Crews comb forest in search for plane
An indistinct radio signal leads searchers to a nature preserve on the southwest side of Mauna Loa
HILO » The search for a missing Island Hoppers Cessna 172M with a pilot and two passengers on board was focused on higher elevations today, especially an area above Manuka State Wayside where a radio signal was heard by ground-based detectors yesterday, Fire Battalion Chief Clint Coloma said this morning.
Japanese officials say that 53 year-old Nobuhiro Suzuki and his wife Masako were abord the missing single engine Cessna.
Manuka park is surrounded by a heavily forested state Natural Area Reserve that rises to about 5,000 foot elevation on the west side of Mauna Loa. A Civil Air Patrol team driving the area in a car yesterday, using a hand-held radio frequency detection device, heard a radio signal from somewhere uphill, Coloma said.
The 121.5 megahertz beacon on the missing plane uses 1960s technology, which is known for producing false signals.
In the broader picture, the search is being conducted from 3,000 to 7,000 foot elevation on both sides of Mauna Loa's southwest rift ridge, Coloma said. Although the Coast Guard suspended its search last night, the county continues with two helicopters, joined by four Island Hoppers planes, which had been grounded yesterday, an additional private plane, and two Civil Air Patrol ground units, Coloma said.
The son and two uncles of a couple who was on board the flight were briefed on search efforts yesterday following their arrival from Japan, Big Island Mayor Harry Kim said.
The Associated Press reported Nobuhiro and Masako Suzuki of Urayasu, Japan, were aboard the single-engine Cessna. Nobuhiro Suzuki is 53 and his wife is 56.
The pilot of the plane was previously identified as Katsuhiro Takahashi, 40, of Kailua-Kona.
The Island Hoppers plane disappeared after making visual and radio contact with another Island Hoppers flight in the area of Kilauea Caldera at about 12:30 p.m. Tuesday.
Coast Guard Lt. John Titchen said there are three general routes the plane may have followed after leaving Kilauea, based on the general practices of tour planes through the remote Kau district on the way back to Kona.
The normal route would be a path between the Hawaii Belt Highway and the seashore, he said. That would keep a plane out of possible bad weather on the inland slope of Mauna Loa.

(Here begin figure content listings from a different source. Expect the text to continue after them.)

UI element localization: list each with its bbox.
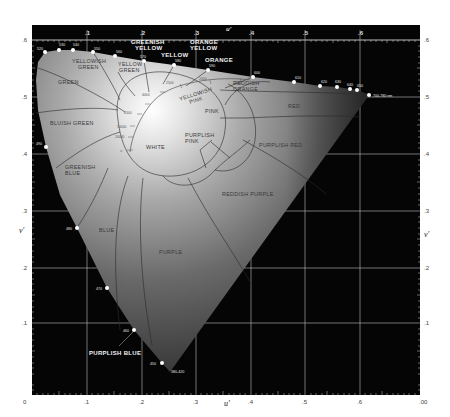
svg-text:570: 570 bbox=[140, 55, 146, 59]
svg-text:.5: .5 bbox=[424, 94, 430, 100]
svg-text:.6: .6 bbox=[357, 399, 363, 405]
svg-text:0: 0 bbox=[23, 399, 27, 405]
svg-text:.5: .5 bbox=[22, 94, 28, 100]
svg-text:.3: .3 bbox=[194, 30, 200, 36]
svg-text:.6: .6 bbox=[22, 37, 28, 43]
svg-text:630: 630 bbox=[335, 80, 341, 84]
temp-label-10000: 10000 bbox=[117, 125, 127, 129]
svg-text:580: 580 bbox=[175, 59, 181, 63]
left-axis-labels: .6 .5 .4 .3 .2 .1 v' bbox=[19, 37, 28, 326]
svg-text:.2: .2 bbox=[424, 265, 430, 271]
svg-text:.1: .1 bbox=[424, 320, 430, 326]
svg-text:590: 590 bbox=[209, 64, 215, 68]
temp-label-2000: 2000 bbox=[199, 77, 207, 81]
v-axis-title-right: v' bbox=[424, 230, 430, 239]
svg-text:.6: .6 bbox=[424, 37, 430, 43]
label-orange: ORANGE bbox=[205, 57, 233, 63]
svg-text:.3: .3 bbox=[22, 208, 28, 214]
label-orange-yellow-2: YELLOW bbox=[190, 45, 218, 51]
svg-text:.4: .4 bbox=[22, 151, 28, 157]
svg-text:.2: .2 bbox=[22, 265, 28, 271]
svg-text:.4: .4 bbox=[249, 30, 255, 36]
label-purplish-blue: PURPLISH BLUE bbox=[89, 350, 141, 356]
label-pink: PINK bbox=[205, 108, 219, 114]
label-red: RED bbox=[288, 103, 300, 109]
svg-text:.5: .5 bbox=[302, 399, 308, 405]
svg-text:.1: .1 bbox=[84, 399, 90, 405]
svg-text:.2: .2 bbox=[140, 30, 146, 36]
svg-text:640: 640 bbox=[347, 83, 353, 87]
svg-text:.4: .4 bbox=[424, 151, 430, 157]
svg-text:.4: .4 bbox=[248, 399, 254, 405]
svg-text:.2: .2 bbox=[139, 399, 145, 405]
svg-text:700-780 nm: 700-780 nm bbox=[373, 94, 392, 98]
label-reddish-orange-2: ORANGE bbox=[233, 86, 258, 92]
v-axis-title-left: v' bbox=[19, 226, 25, 235]
label-greenish-yellow-2: YELLOW bbox=[135, 45, 163, 51]
svg-text:490: 490 bbox=[36, 142, 42, 146]
label-yellow-green-2: GREEN bbox=[119, 67, 140, 73]
temp-label-6500: 6500 bbox=[124, 111, 132, 115]
svg-text:610: 610 bbox=[295, 76, 301, 80]
svg-text:460: 460 bbox=[123, 329, 129, 333]
label-yellowish-green-2: GREEN bbox=[78, 64, 99, 70]
label-yellow: YELLOW bbox=[161, 52, 189, 58]
bottom-axis-labels: 0 .1 .2 .3 .4 .5 .6 .0 u' bbox=[23, 399, 425, 408]
svg-text:450: 450 bbox=[150, 362, 156, 366]
label-greenish-blue-2: BLUE bbox=[65, 170, 80, 176]
svg-text:560: 560 bbox=[116, 50, 122, 54]
svg-text:550: 550 bbox=[94, 47, 100, 51]
svg-text:.1: .1 bbox=[85, 30, 91, 36]
svg-text:u': u' bbox=[226, 26, 232, 32]
u-axis-title: u' bbox=[224, 399, 230, 408]
svg-text:480: 480 bbox=[66, 227, 72, 231]
label-green: GREEN bbox=[58, 79, 79, 85]
right-axis-labels: .6 .5 .4 .3 .2 .1 0 v' bbox=[424, 37, 430, 405]
temp-label-4000: 4000 bbox=[142, 93, 150, 97]
svg-text:530: 530 bbox=[59, 43, 65, 47]
label-purple: PURPLE bbox=[159, 249, 182, 255]
svg-text:0: 0 bbox=[424, 399, 428, 405]
svg-text:.6: .6 bbox=[358, 30, 364, 36]
svg-text:.5: .5 bbox=[303, 30, 309, 36]
svg-text:650: 650 bbox=[357, 84, 363, 88]
temp-label-20000: 20000 bbox=[115, 135, 125, 139]
label-blue: BLUE bbox=[99, 227, 114, 233]
svg-text:380-420: 380-420 bbox=[171, 370, 184, 374]
svg-text:540: 540 bbox=[73, 43, 79, 47]
label-bluish-green: BLUISH GREEN bbox=[50, 120, 94, 126]
svg-text:520: 520 bbox=[37, 47, 43, 51]
label-purplish-red: PURPLISH RED bbox=[259, 142, 302, 148]
svg-text:.3: .3 bbox=[424, 208, 430, 214]
label-purplish-pink-2: PINK bbox=[185, 138, 199, 144]
svg-text:.1: .1 bbox=[22, 320, 28, 326]
svg-text:470: 470 bbox=[96, 287, 102, 291]
label-reddish-purple: REDDISH PURPLE bbox=[222, 191, 274, 197]
svg-text:.3: .3 bbox=[193, 399, 199, 405]
svg-text:620: 620 bbox=[321, 80, 327, 84]
label-white: WHITE bbox=[146, 144, 165, 150]
chromaticity-diagram: 20000 ∞ 10000 6500 4000 2500 2000 1500 Y… bbox=[0, 0, 450, 417]
temp-label-2500: 2500 bbox=[166, 81, 174, 85]
svg-text:600: 600 bbox=[254, 71, 260, 75]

And it would allow for an emergency landing on the highway if necessary, Titchen said.
At times a pilot might follow a shorter route over the hump of the 35-mile-long southeastern rift of Mauna Loa.
A potential difficulty with that route is that it goes over dense forests which give off humidity that can produce sudden cloud formations. "You can get a terrific change of weather almost instantly," Titchen said.
The southeastern rift rises to the 13,679-foot summit of Mauna Loa, but tour planes can comfortably fly only about 7,000 feet high, so they have to be careful where they cross the rift, he said.
Cloud formations can disappear as quickly as they form, but sometimes they force a third alternative: Pilots turn around and head back toward Hilo, then fly between Mauna Loa and Mauna Kea to Kona, he said.
Hawaii Volcanoes National Park ranger John Broward, liaison to the search effort, said employees have been instructed to look for small pieces of debris rather than the whole plane, especially in the Kahuku area.
"It's really thick up there. You could hide a 747," he said.
The Associated Press contributed to this report.